MHP leader urges gov’t to shed light on deadly attack on party office

MHP leader urges gov’t to shed light on deadly attack on party office

ANKARA
MHP leader urges gov’t to shed light on deadly attack on party office

‘Separatists have proven that there is no change in their intention by continuing their provocations in the cities after the mountains,’ MHP leader Bahçeli says. DHA photo

Nationalist Movement Party (MHP) leader Devlet Bahçeli has urged the government to shed light on a deadly Jan. 26 attack on the opposition party’s election bureau.

“Do those who decided to shed the blood of nationalists to change the agenda in Turkey, those who are eager to spark a civil war in the country, belong to the [ruling Justice and Development Party] AKP or the [outlawed Kurdistan Workers’ Party] PKK?” Bahçeli asked yesterday during his party’s parliamentary group meeting. “This mystery must be explained by the prime minister and his government.”

Cengiz Akyıldız, an adviser to the MHP’s Istanbul mayoral candidate, was killed and five others were wounded late Jan. 26 in an attack on one of the party’s campaign offices in Istanbul’s Esenyurt district. Seven people have been detained for alleged links to the attack, while the police said the motivation behind the attack was not political.

Bahçeli, however, said the perpetrators’ aim was to provoke MHP supporters to take to the streets.
“We will not give provocation campaigns a chance,” Bahçeli told his lawmakers. “We will not move one inch away from the rules and principles of democracy. We will not go beyond the rules of law.”
Bahçeli said the attacks would not derail his nationalist party. “No one should think that we have lost. No one should imagine we are overwhelmed.”

The attack targeted not only the MHP but also the Turkish nation and Turkey, the party leader said. “Turkish politics were shot at in Esenyurt,” he added.

“The national will was attacked in Esenyurt. Separatists have proven that there is no change in their intention by continuing their provocations in the cities after the mountains,” Bahçeli said, pinning the blame for the attack on the PKK.

“They hope that ethnic- and sectarian-based fighting will spread. They want the nationalist movement to take to the streets and be a part of the infighting in the country. But we will not give provocation campaigners a chance,” Bahçeli said.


AIM OF THE EXERCISE.
Each line from the first line of the entries through the line holding "Task: Click on the button: Windows" is to be restated word for word; nothing else, and no picture, belongs in the answer.

[Saved entries]
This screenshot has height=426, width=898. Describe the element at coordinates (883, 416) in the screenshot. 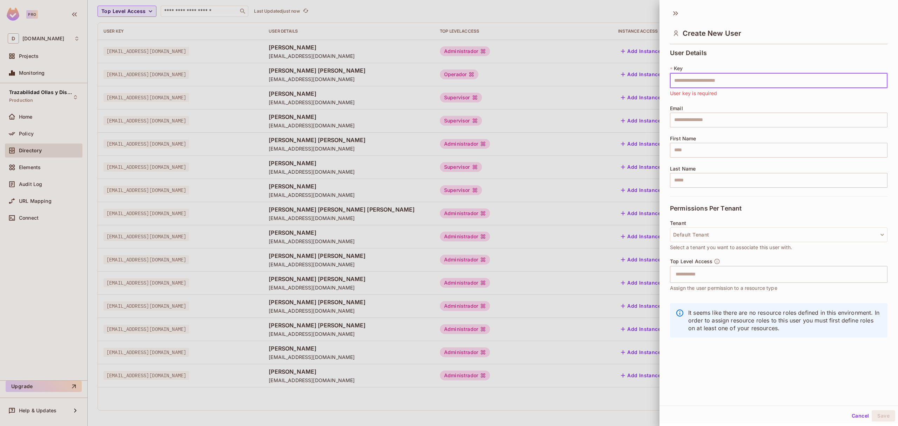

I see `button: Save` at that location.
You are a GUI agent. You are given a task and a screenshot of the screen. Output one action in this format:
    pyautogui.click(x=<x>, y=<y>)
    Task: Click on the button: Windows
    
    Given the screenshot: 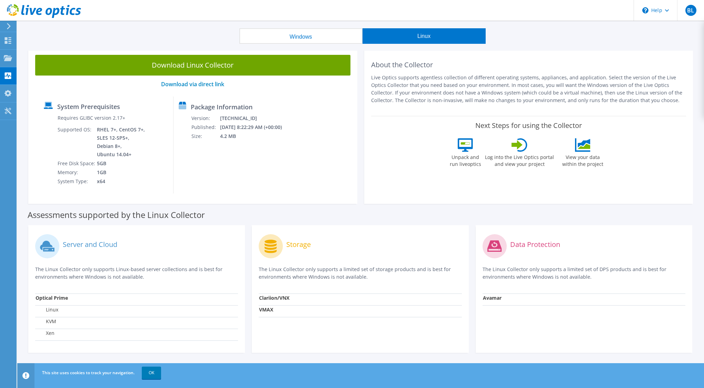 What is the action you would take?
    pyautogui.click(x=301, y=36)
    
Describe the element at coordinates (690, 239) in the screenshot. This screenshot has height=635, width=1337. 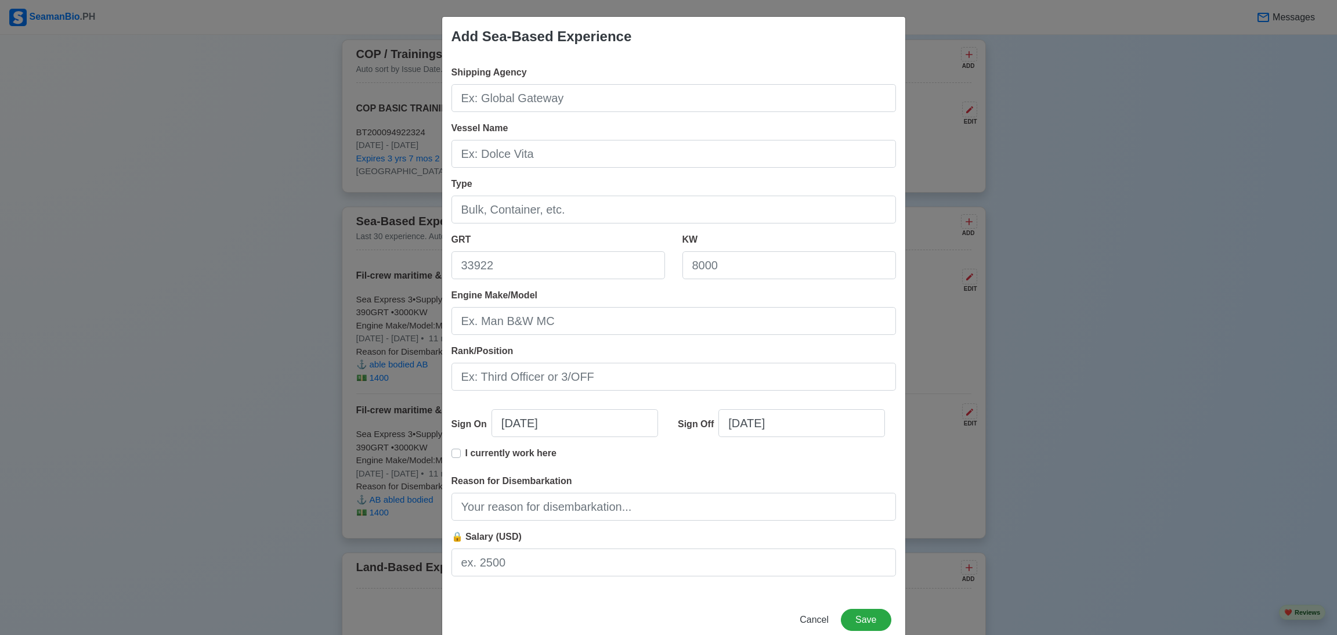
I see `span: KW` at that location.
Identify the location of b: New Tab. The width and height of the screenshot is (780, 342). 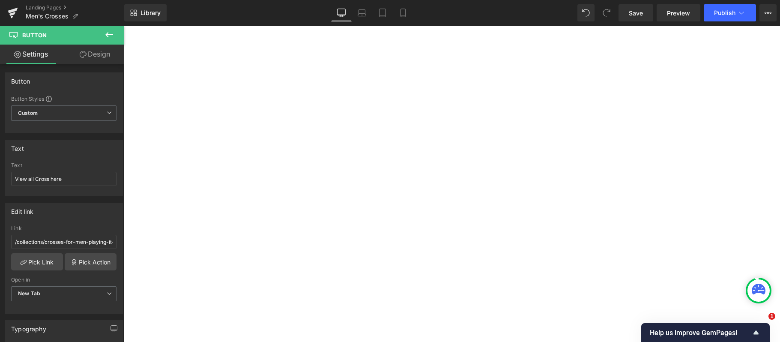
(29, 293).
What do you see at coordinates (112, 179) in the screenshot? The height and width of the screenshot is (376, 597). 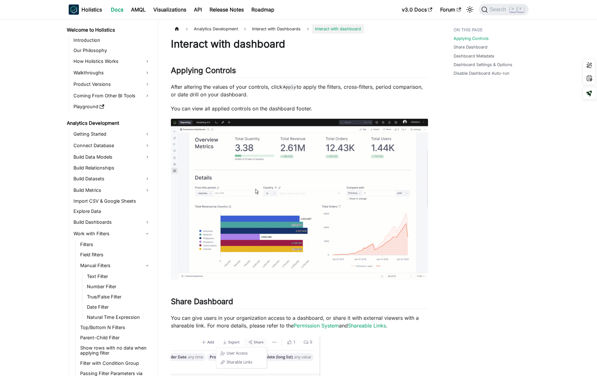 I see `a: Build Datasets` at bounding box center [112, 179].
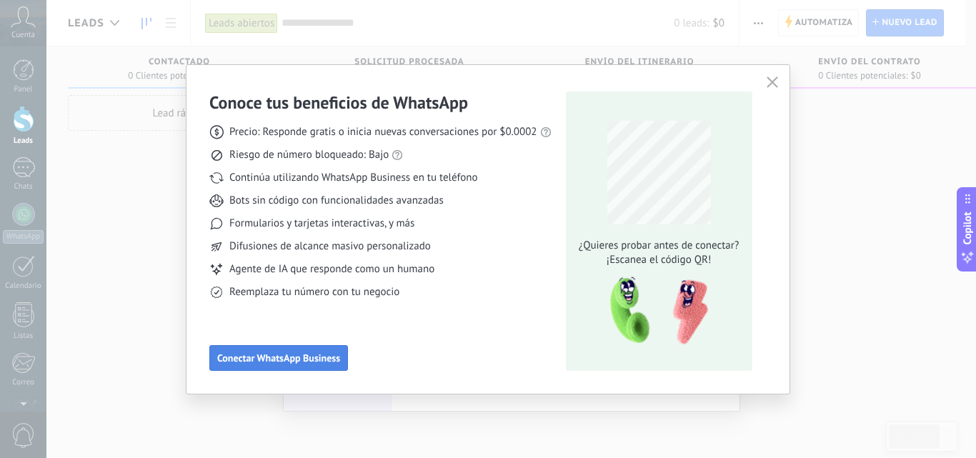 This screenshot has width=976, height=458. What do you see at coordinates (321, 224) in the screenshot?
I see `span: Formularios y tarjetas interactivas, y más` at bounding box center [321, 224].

SOLUTION FOR THIS PROBLEM.
This screenshot has height=426, width=898. Describe the element at coordinates (883, 416) in the screenshot. 

I see `button: Save` at that location.
You are a GUI agent. You are given a task and a screenshot of the screen. Output one action in this format:
    pyautogui.click(x=<x>, y=<y>)
    Task: Click on the button: Windows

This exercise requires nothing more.